The stablecoin sector hit a new all-time high in April, with total market capitalization climbing to $321 billion. This 1.6% monthly increase marked a third straight month of record growth, underscoring sustained demand for dollar-pegged digital assets even as broader crypto prices remained range-bound.
Tether's USDT maintains overwhelming dominance, with $190 billion in circulation accounting for roughly 59% of the total supply. This concentration is even more pronounced when paired with Circle's USDC, which together control just over 80% of the market, leaving newer entrants with less than a quarter of the total.
The growth presents a clear paradox: it occurred amid a broader crypto market that shed more than 20% of its value in the first quarter. This divergence signals that demand is driven by on-chain liquidity and utility-such as payments, arbitrage, and yield-bearing products-rather than speculative price chasing. Stablecoins now capture approximately 75% of all crypto trading volume, cementing their role as core financial infrastructure.

Transaction Volume: The Real Measure of Stablecoin Utility
The true utility of stablecoins is measured in movement, not just supply. In 2025, the sector processed a staggering $33 trillion in transaction volume, a figure that already surpasses the annual throughput of traditional payment giants like Visa. This flow represents the core economic activity-payments, settlements, and trading-that drives demand for the assets themselves.
Market concentration is extreme, with the top two players handling the vast majority of this volume. USDC and USD₮ maintain over 95% market share, with USDC processing $18.3 trillion and USD₮ handling $13.3 trillion in 2025. This dominance underscores that the current growth is not about new entrants but about the deepening of existing, high-utility rails for moving value.
The scale of this activity frames the current flow as the beginning of a massive structural shift. Projections suggest that adjusted stablecoin volume could reach $719 trillion by 2035, a figure that implies stablecoins are not a niche crypto tool but a foundational layer for global payments. The current $33 trillion is the first major step on that path.
Regulatory Catalysts and New Distribution Channels
The regulatory landscape is shifting decisively. In April, the Treasury Department's FinCEN and OFAC issued a joint proposed rule implementing the GENIUS Act, a major step toward a federal framework for payment stablecoins. This move, which treats permitted issuers as financial institutions for anti-money laundering rules, provides the clarity that has been missing and is likely to accelerate institutional adoption.

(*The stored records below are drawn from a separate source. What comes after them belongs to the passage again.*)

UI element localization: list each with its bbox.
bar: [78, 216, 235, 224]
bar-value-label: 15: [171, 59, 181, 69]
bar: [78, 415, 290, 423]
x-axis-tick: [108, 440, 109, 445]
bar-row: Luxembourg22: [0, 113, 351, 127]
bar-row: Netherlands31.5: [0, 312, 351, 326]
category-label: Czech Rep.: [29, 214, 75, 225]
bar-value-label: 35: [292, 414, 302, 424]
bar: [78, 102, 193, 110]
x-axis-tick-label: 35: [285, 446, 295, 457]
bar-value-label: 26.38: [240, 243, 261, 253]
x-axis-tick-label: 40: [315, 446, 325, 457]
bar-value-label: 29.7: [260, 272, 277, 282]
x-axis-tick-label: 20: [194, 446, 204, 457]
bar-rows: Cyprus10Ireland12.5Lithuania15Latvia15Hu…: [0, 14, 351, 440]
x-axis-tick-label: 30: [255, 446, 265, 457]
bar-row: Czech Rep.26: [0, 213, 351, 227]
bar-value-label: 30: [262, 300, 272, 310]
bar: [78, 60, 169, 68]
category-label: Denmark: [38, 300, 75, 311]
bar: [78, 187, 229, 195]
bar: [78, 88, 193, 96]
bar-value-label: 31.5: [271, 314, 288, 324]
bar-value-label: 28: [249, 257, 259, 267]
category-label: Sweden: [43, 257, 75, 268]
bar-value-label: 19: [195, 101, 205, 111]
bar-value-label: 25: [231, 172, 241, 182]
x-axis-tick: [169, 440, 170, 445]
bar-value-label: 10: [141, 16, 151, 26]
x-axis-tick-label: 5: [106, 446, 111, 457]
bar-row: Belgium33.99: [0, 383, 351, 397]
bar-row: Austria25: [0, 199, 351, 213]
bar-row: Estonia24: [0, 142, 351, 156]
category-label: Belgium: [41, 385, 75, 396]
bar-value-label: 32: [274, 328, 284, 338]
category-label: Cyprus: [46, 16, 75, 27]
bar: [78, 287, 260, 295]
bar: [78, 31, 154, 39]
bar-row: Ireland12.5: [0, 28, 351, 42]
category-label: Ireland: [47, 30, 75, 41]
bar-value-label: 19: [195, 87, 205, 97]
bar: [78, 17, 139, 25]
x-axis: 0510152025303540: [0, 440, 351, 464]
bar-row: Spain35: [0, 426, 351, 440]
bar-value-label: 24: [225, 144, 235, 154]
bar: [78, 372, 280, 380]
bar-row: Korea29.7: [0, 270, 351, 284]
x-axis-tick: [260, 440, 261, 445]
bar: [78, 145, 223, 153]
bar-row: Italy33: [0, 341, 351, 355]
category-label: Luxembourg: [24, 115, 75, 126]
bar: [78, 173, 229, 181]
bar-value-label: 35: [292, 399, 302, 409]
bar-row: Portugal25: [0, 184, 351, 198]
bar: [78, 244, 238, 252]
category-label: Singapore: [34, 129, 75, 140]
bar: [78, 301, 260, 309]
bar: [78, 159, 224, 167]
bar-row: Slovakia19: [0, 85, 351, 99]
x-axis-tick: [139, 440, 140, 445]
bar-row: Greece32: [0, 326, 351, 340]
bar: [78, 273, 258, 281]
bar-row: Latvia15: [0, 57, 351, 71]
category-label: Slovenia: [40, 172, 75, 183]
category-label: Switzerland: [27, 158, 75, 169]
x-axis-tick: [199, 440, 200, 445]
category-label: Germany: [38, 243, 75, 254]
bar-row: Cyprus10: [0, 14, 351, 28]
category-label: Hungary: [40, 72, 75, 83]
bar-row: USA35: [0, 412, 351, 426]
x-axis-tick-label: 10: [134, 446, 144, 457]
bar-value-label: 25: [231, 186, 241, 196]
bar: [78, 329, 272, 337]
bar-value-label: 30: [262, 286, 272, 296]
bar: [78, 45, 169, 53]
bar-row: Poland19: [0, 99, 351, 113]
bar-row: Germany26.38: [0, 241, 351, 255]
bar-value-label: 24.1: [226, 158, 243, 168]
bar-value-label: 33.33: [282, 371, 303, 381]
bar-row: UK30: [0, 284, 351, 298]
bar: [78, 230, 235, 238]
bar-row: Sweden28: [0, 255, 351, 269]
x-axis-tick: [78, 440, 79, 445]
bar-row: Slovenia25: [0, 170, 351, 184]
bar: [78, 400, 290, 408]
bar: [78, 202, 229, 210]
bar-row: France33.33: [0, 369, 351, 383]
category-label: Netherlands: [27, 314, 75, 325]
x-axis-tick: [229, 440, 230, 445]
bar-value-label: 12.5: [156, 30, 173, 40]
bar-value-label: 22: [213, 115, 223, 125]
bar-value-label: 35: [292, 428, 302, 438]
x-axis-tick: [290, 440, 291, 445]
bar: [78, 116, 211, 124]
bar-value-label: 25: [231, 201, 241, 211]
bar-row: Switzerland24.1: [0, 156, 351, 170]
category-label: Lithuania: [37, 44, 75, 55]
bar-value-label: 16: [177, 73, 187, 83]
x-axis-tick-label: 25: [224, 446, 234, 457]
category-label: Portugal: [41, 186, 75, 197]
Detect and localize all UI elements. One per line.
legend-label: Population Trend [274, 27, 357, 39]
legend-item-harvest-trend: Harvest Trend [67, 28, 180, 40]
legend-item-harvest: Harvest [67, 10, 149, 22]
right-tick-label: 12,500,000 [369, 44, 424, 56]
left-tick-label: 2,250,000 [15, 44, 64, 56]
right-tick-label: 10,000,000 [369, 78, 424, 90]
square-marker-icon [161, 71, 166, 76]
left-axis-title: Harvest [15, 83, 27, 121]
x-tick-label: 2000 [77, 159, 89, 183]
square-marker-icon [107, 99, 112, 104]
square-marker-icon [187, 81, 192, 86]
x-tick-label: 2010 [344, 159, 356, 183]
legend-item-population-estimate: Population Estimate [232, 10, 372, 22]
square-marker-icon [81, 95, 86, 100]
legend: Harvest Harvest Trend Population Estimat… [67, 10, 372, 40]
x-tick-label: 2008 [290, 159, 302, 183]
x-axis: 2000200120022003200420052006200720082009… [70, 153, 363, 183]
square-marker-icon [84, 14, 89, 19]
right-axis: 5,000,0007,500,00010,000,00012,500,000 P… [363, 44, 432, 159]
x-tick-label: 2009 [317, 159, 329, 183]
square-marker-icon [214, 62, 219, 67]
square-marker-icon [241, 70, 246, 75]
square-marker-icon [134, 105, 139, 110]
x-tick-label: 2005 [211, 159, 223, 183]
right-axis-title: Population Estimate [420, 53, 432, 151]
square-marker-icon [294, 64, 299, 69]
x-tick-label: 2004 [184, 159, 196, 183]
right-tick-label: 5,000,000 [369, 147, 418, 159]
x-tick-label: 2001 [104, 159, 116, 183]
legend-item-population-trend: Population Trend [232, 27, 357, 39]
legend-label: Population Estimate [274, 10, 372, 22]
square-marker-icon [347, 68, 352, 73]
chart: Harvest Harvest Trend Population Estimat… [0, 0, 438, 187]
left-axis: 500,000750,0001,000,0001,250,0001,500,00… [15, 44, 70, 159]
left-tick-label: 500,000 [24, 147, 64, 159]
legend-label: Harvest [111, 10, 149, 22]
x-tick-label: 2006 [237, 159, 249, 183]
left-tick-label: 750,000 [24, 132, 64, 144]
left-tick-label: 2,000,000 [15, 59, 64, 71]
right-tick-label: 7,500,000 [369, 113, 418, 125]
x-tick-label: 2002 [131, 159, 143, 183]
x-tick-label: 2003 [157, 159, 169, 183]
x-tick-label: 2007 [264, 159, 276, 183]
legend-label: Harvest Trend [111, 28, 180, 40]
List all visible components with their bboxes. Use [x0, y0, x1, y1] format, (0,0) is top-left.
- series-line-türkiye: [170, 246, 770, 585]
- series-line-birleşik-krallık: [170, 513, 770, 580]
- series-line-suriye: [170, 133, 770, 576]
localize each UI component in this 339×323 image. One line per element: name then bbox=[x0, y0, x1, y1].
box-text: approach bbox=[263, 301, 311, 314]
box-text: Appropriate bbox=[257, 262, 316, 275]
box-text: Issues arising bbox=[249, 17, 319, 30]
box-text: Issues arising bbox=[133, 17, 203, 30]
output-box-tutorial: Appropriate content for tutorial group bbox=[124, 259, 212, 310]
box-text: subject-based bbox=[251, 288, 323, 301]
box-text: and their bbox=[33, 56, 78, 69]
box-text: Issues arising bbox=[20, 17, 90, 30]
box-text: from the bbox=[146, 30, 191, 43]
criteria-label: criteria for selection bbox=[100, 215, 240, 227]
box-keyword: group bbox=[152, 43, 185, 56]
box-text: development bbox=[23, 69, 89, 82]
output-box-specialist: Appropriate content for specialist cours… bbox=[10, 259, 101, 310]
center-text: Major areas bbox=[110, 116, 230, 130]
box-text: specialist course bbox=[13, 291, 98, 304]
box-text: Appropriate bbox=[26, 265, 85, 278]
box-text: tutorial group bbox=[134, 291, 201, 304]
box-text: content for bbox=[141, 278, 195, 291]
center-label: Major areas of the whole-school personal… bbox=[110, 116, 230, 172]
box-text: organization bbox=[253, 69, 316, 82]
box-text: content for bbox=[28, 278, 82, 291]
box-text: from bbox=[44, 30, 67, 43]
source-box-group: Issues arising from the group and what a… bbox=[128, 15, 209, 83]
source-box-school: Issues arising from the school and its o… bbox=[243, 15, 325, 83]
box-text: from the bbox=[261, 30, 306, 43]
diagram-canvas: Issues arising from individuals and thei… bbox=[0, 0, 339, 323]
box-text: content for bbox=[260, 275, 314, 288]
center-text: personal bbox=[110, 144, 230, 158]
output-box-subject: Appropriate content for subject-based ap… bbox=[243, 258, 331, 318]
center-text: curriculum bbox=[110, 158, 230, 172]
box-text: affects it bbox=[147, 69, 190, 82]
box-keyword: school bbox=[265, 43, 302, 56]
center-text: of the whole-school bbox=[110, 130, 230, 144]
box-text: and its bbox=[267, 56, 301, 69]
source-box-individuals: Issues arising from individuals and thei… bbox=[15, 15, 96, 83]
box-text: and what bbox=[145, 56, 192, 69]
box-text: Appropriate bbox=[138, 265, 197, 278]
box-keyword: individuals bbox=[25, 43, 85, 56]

At the same time, distribution channels are expanding beyond crypto-native users. Meta began paying creators in USDC via Stripe on Solana and Polygon, a direct push into mainstream real-world payments. This integration leverages existing financial rails to distribute stablecoins to a vast new user base, moving them further into the core of the digital economy.
Competition is intensifying on the supply side. Tether launched its new USAT stablecoin in January, a direct challenge to Circle's USDC for dominance in the U.S. regulated market. While USDC continues to solidify its position with strong compliance, USAT's entry signals a fierce battle for institutional share, with the outcome hinging on regulatory alignment and trust.